Unix “was not planned. It was an accidental combination of a whole bunch of factors!”

And then beyond that, it was this portability of the operating system — and all of its useful tools — then led to its use in the emerging market for business workstations from companies like Sun Microsystems and MIPS (which went on to become SGI).

In fact, portability eventually led Unix all the way to the IBM PC in the early 1980s, Kernighan remembers, and even a young company called Microsoft had its own version of Unix, called Xenix. “And for a period in the 1980s,” Microsoft was the largest distributor of Unix operating systems.

“I keep thinking, what would the world have been like if Microsoft, instead of going off in DOS, had taken off with Unix? Who knows what would’ve happened?”

The Once and Future Unix

Kernighan’s next slide was titled “The rest is history,” citing claims that Linux is on 100% of the world’s top 500 supercomputers, 23 of the top 25 websites, 96.3% of the world’s top 1 million servers, and 90% of all cloud infrastructure.

But what’s arguably even more interesting is how it happened. Kernighan emphasized that looking back at the early days, Unix “was not planned. It was an accidental combination of a whole bunch of factors!”

At the top of his list of factors were “two exceptionally creative people,” Ken Thompson and Dennis Ritchie. Kernighan acknowledged specifically what he calls their “exceptionally good taste” as developers, finding “minimal” mechanisms which still cleanly accomplished a lot. (Kernighan later applauded their ability to “find the generalities.”)

He added that Bell Labs had also offered “a good supporting cast in a variety of ways,” crediting its management, which he remembered as “technically talented, and typically very very benign. It was not, ‘Here’s what you have to do, and every quarter tell us what you’ve done.’ It was more like, ‘Oh gee, you’re doing that? That sounds really interesting! Why don’t you keep doing it as long as it looks good.'”

Or, as Kernighan told one interviewer in 2018, “It was a wonderful place because there was an enormous number of really good people doing really interesting things and nobody telling you what to do…” As he looked back over at 50 years of Unix, Kernighan recalled Bell Labs as “particularly congenial for this kind of thing.” But he also remembered it as something he doesn’t see as much of today. “The environment itself was incredible, cooperative, collegial, and just a lot of fun.”

And this leads Kernighan to one of his last slides, asking: Could a Unix happen again?

The case for: “Well, first, obviously there are always good people…” And in addition, Kernighan added, “Dilbert cartoons notwithstanding, there are good managers.” He sees hardware today as “dirt cheap,” and there’s also lots of free open source software.

But Kernighan also sees also things working against the possibility of another Unix-like phenomenon. “There are not as many of these unfettered environments where people are simply set loose and told to go and do something that they want to do that might be interesting or useful. It’s hard to do that in industry, because things tend to be short-term.

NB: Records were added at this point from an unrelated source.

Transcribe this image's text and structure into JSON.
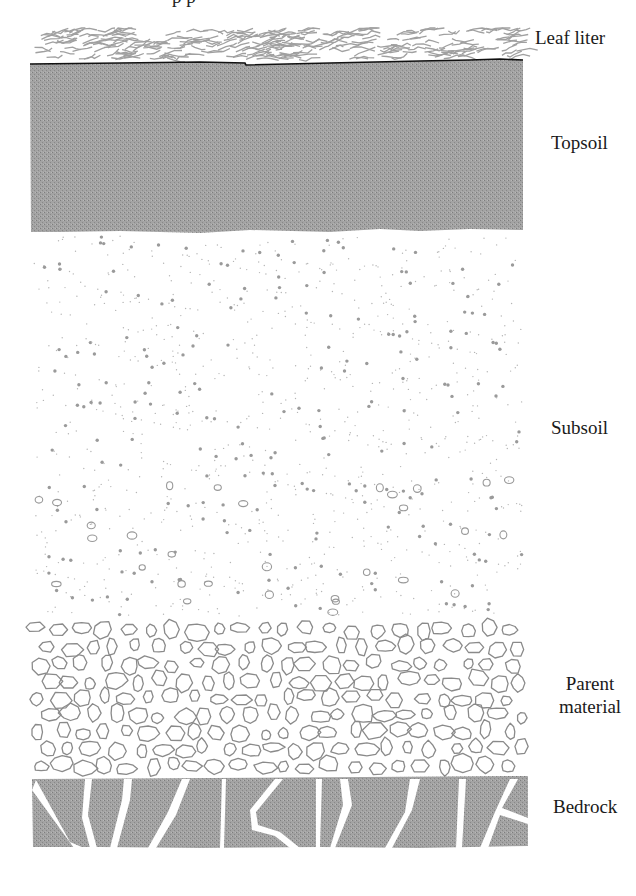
{
  "diagram": {
    "title_cutoff": "p p",
    "layers": [
      {
        "id": "leaf-litter",
        "label": "Leaf liter",
        "top": 28,
        "bottom": 64,
        "fill": "#ffffff",
        "texture": "leaf-scribble",
        "texture_color": "#9e9e9e"
      },
      {
        "id": "topsoil",
        "label": "Topsoil",
        "top": 64,
        "bottom": 232,
        "fill": "#9a9a9a",
        "texture": "stipple"
      },
      {
        "id": "subsoil",
        "label": "Subsoil",
        "top": 232,
        "bottom": 620,
        "fill": "#ffffff",
        "texture": "dots",
        "texture_color": "#a0a0a0"
      },
      {
        "id": "parent-material",
        "label_lines": [
          "Parent",
          "material"
        ],
        "top": 620,
        "bottom": 776,
        "fill": "#ffffff",
        "texture": "pebbles",
        "texture_color": "#8a8a8a"
      },
      {
        "id": "bedrock",
        "label": "Bedrock",
        "top": 776,
        "bottom": 848,
        "fill": "#9a9a9a",
        "texture": "cracks"
      }
    ],
    "column": {
      "left": 30,
      "right": 526
    },
    "colors": {
      "boundary_line": "#111111",
      "label_text": "#1a1a1a",
      "gray": "#9a9a9a"
    }
  }
}
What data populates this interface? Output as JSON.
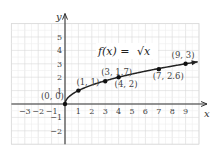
{
  "chart_data": {
    "type": "line",
    "title": "f(x) = √x",
    "function": "sqrt(x)",
    "xlabel": "x",
    "ylabel": "y",
    "xlim": [
      -4,
      10
    ],
    "ylim": [
      -3,
      6
    ],
    "grid": true,
    "x_ticks": [
      "-3",
      "-2",
      "-1",
      "1",
      "2",
      "3",
      "4",
      "5",
      "6",
      "7",
      "8",
      "9"
    ],
    "y_ticks": [
      "-2",
      "-1",
      "1",
      "2",
      "3",
      "4",
      "5"
    ],
    "points": [
      {
        "x": 0,
        "y": 0,
        "label": "(0, 0)"
      },
      {
        "x": 1,
        "y": 1,
        "label": "(1, 1)"
      },
      {
        "x": 3,
        "y": 1.7,
        "label": "(3, 1.7)"
      },
      {
        "x": 4,
        "y": 2,
        "label": "(4, 2)"
      },
      {
        "x": 7,
        "y": 2.6,
        "label": "(7, 2.6)"
      },
      {
        "x": 9,
        "y": 3,
        "label": "(9, 3)"
      }
    ],
    "legend": {
      "text_left": "f(x) = ",
      "text_radical": "√x"
    },
    "colors": {
      "curve": "#222222",
      "grid": "#d9d9d9",
      "axis": "#333333"
    }
  }
}
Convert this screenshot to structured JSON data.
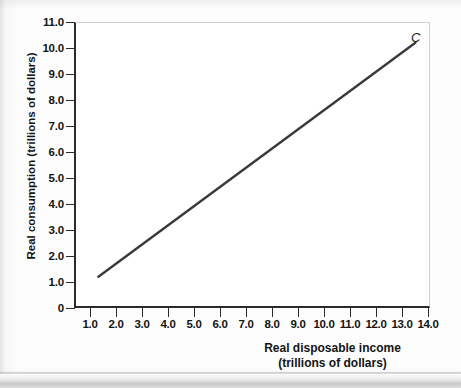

And it’s hard to do that in universities, because — money. But in principle, it could happen again — for something.”

And then Kernighan closed his talk with a beautiful quote from the late Dennis Ritchie, who’d said in 1984 that Unix wasn’t just about building a good environment for programming, “but a system around which a fellowship could form. We knew from experience that the essence of communal computing […] is not just to type programs into a terminal instead of a keypunch, but to encourage close communication.”

Kernighan summarized that hope as providing a community, “a warm and welcoming place to develop software,” remembering that in the early days of Unix people had “enjoyed their work, they enjoyed the people they worked with,” creating a kind of virtuous cycle that led to a productive environment for everybody.

“And so I think what we want to do today is that same kind of thing, where we have that sense of community, that we’re working together to try and do things that will in some way make the world better.”